Lockdown – One Year On – Part Four (Andrew)

I wrote the following entry a year ago and then decided not to publish it given the uncertainty over how COVID would affect everyone. It seems okay to publish it now as a way to look back at this time last year.

I thought I had trouble breathing last night. Every so often I’d need to take a deep breath while I could feel a heaviness over the top of my chest. It didn’t help that I was also coughing… and had turned green and smelt faintly of decay.

Those last two symptoms might be hyperbole.

Did I have the Coronavirus? Or, after 130 minutes on the indoor bike cycling through Zwift, was I just tired?

We seem to be gripped by a fear that everyone is about to die. Even though the statistics show that we’re not. That most people will pick up the virus and then recover a few days later, we’re treating it like the end of the world, which is depressing. I thought the world would end in fire and brimstone, not with a mountain of bogroll and tinned tomatoes.

Maybe we’ve been spoiled by films and television. We see the endtimes in terms of the spectacular when, in fact, for everyone but the heroes battling to save the planet, it ends with a full fridge and a clean bum.

I worry about catching it. I’m being irrational but still I scour websites for “What are the symptons?”, “What does it feel like to have the virus?” and “how many 42 year olds have died from the Coronavirus?”.

It’s pointless. I’m looking for answers to confirm a fear. I should be looking for “How many people have recovered from the Coronavirus?” and “How many 42 years olds have won the lottery?” because the numbers are much more comforting. 

At work today we had a call to plan how we’ll deal with the virus. Travel stopped between offices. Cancelling meetings. Limiting use of the kitchen. Asking people to let us know if they think they are ‘vulnerable’ and what to do with someone who decides to self isolate for two weeks then comes back only to self-isolate again and again until it starts to snow in December and they can take the Christmas break.

We have an action plan but it’s already out of date. We issued it 5pm. By 5:05, Boris Johnson was recommending everyone worked from home and that whole households should isolate for 14 days if one member showed symptoms. Maybe the extra toilet roll has started to make sense?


- THE PROBLEM
Your answer should be the lines below from the one holding "In order to click on span: New" through the one holding "This screenshot has height=567, width=1238.", copied exactly and with nothing else.

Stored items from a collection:
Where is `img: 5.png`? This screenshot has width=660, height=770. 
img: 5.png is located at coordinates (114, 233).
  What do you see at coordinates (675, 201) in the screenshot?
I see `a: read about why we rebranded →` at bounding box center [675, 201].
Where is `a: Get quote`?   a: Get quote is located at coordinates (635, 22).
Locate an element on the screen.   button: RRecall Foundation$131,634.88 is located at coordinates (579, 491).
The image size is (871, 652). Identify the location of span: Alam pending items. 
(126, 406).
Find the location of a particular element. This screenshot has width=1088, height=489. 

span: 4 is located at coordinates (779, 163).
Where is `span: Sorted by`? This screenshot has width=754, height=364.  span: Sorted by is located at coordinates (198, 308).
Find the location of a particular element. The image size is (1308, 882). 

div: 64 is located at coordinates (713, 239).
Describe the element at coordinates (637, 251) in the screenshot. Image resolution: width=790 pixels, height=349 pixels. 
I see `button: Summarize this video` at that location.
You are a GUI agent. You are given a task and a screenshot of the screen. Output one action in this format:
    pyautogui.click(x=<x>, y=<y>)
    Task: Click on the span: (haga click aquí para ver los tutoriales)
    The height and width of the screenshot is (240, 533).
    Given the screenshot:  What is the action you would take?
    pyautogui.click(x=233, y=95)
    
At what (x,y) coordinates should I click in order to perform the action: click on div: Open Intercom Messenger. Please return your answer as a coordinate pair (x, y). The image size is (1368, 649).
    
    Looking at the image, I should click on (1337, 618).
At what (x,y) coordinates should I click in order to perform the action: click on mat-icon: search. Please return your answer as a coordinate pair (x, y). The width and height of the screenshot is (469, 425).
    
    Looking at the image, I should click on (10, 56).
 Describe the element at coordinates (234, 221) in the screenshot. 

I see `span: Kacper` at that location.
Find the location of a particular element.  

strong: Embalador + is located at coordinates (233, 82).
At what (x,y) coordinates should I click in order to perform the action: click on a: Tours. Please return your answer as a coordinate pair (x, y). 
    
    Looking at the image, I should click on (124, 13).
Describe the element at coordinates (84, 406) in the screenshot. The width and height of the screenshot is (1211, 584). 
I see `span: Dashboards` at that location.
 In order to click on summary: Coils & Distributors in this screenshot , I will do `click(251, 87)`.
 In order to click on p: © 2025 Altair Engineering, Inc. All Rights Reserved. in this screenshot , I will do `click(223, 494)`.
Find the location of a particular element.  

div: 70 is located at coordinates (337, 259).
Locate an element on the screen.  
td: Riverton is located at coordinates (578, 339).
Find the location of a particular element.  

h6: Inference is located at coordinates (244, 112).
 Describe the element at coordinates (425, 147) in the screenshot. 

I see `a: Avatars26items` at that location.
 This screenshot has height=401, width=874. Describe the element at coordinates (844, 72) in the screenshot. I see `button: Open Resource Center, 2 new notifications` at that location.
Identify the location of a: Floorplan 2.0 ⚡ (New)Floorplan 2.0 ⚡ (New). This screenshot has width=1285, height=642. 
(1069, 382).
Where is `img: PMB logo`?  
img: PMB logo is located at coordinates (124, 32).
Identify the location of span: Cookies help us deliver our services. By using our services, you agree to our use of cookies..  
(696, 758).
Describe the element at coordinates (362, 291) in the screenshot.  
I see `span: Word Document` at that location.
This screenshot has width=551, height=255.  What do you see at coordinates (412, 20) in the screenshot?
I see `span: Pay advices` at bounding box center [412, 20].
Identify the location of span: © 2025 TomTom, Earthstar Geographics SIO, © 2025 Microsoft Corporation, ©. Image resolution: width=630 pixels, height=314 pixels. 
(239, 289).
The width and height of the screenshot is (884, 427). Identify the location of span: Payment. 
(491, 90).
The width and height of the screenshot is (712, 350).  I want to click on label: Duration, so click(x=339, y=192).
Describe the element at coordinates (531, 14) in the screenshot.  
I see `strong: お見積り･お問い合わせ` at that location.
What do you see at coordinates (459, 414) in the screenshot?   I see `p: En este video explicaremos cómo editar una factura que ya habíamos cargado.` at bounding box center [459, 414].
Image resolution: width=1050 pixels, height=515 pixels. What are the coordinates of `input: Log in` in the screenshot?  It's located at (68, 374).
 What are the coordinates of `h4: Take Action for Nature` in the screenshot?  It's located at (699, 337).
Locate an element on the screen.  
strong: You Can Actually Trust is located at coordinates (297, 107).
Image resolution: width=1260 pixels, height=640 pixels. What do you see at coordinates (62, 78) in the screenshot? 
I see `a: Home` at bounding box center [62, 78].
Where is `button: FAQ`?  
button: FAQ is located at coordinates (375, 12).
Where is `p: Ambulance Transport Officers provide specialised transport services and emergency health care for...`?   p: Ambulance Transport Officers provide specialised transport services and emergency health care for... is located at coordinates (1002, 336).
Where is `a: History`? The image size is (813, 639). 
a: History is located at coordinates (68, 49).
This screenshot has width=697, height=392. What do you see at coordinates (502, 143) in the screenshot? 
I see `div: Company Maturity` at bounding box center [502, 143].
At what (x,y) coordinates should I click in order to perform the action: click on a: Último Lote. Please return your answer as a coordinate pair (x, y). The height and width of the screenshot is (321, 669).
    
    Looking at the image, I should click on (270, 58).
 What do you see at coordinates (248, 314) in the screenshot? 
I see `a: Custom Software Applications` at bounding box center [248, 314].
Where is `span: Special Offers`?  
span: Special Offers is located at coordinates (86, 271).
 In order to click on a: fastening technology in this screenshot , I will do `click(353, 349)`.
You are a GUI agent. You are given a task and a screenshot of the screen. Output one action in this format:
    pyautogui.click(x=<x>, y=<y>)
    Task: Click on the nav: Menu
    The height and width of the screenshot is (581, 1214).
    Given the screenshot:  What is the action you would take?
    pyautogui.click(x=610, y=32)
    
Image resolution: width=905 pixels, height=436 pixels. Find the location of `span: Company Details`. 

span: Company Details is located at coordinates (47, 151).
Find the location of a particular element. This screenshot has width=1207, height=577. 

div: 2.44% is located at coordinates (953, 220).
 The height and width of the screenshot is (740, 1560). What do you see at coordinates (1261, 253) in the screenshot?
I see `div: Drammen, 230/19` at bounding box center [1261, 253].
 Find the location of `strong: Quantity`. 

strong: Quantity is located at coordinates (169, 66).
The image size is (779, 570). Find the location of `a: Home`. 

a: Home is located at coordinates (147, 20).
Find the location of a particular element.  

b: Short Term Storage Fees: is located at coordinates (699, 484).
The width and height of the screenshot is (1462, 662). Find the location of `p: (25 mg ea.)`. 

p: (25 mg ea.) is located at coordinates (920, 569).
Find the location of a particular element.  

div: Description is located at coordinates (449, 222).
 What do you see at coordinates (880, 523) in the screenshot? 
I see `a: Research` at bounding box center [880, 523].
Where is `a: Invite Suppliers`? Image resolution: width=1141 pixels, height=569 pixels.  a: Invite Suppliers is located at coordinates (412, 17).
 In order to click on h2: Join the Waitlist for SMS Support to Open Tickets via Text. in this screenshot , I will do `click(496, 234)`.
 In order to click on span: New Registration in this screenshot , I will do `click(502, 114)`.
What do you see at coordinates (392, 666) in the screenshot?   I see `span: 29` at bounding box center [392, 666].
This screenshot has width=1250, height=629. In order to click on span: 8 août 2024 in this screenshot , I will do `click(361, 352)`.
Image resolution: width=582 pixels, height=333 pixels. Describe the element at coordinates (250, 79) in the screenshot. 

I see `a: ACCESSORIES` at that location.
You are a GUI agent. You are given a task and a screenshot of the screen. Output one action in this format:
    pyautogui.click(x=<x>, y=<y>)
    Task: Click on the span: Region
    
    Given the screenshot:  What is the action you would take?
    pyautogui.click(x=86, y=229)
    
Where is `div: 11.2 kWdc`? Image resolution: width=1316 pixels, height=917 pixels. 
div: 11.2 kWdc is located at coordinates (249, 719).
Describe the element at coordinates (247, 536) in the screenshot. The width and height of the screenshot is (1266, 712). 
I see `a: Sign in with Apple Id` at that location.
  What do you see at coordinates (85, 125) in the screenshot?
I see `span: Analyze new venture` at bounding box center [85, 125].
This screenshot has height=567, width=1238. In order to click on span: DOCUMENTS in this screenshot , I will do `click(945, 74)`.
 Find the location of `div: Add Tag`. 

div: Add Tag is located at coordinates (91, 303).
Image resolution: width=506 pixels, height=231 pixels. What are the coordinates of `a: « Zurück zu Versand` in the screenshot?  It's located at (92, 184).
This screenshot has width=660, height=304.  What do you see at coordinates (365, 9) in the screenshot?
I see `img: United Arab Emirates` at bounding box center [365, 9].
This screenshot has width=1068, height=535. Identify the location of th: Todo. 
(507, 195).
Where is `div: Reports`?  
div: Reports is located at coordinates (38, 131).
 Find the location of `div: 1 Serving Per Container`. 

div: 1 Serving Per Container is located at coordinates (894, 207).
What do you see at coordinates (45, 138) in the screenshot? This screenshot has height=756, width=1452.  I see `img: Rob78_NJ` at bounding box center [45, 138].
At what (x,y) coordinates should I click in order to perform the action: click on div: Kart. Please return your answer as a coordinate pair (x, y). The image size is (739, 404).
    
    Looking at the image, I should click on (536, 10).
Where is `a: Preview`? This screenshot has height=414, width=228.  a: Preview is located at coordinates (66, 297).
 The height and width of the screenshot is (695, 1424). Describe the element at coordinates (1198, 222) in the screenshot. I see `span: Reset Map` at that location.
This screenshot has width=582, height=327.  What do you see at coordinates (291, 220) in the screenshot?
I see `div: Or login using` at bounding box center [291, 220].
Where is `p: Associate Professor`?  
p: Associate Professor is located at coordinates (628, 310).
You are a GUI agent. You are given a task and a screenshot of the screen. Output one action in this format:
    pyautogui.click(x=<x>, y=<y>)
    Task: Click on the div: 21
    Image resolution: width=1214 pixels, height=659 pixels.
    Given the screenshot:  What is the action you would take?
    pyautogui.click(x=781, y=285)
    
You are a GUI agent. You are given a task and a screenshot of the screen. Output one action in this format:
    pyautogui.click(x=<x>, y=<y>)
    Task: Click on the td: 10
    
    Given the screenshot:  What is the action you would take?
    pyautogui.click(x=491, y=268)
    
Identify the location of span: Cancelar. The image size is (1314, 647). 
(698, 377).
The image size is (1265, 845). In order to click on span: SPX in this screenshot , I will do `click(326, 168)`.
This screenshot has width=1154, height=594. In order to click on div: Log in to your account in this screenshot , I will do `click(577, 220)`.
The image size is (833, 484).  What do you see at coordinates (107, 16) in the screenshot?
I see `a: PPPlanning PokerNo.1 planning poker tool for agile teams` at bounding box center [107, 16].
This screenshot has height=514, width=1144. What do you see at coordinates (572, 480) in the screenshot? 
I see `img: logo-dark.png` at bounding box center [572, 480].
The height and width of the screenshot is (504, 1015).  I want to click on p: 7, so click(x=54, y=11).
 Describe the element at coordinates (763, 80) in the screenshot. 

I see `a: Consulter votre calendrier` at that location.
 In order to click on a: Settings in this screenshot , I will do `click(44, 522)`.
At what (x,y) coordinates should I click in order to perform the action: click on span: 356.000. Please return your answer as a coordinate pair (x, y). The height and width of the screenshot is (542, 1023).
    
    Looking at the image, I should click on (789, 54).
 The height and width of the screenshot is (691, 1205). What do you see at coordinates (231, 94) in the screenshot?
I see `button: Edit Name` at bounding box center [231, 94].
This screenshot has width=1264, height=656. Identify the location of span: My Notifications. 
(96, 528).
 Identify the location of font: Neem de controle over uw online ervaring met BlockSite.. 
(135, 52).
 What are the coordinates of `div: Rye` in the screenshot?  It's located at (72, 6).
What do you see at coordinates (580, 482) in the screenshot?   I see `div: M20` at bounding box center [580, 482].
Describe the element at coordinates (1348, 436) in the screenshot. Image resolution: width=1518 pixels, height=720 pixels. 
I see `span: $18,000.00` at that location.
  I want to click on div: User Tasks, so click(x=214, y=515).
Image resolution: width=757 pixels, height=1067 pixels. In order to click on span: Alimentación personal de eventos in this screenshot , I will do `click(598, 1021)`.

- SOLUTION
 In order to click on span: New Registration in this screenshot , I will do `click(502, 114)`.
What do you see at coordinates (392, 666) in the screenshot?   I see `span: 29` at bounding box center [392, 666].
This screenshot has width=1250, height=629. In order to click on span: 8 août 2024 in this screenshot , I will do `click(361, 352)`.
Image resolution: width=582 pixels, height=333 pixels. Describe the element at coordinates (250, 79) in the screenshot. 

I see `a: ACCESSORIES` at that location.
You are a GUI agent. You are given a task and a screenshot of the screen. Output one action in this format:
    pyautogui.click(x=<x>, y=<y>)
    Task: Click on the span: Region
    
    Given the screenshot:  What is the action you would take?
    pyautogui.click(x=86, y=229)
    
Where is `div: 11.2 kWdc`? Image resolution: width=1316 pixels, height=917 pixels. 
div: 11.2 kWdc is located at coordinates (249, 719).
Describe the element at coordinates (247, 536) in the screenshot. The width and height of the screenshot is (1266, 712). 
I see `a: Sign in with Apple Id` at that location.
  What do you see at coordinates (85, 125) in the screenshot?
I see `span: Analyze new venture` at bounding box center [85, 125].
This screenshot has height=567, width=1238. In order to click on span: DOCUMENTS in this screenshot , I will do `click(945, 74)`.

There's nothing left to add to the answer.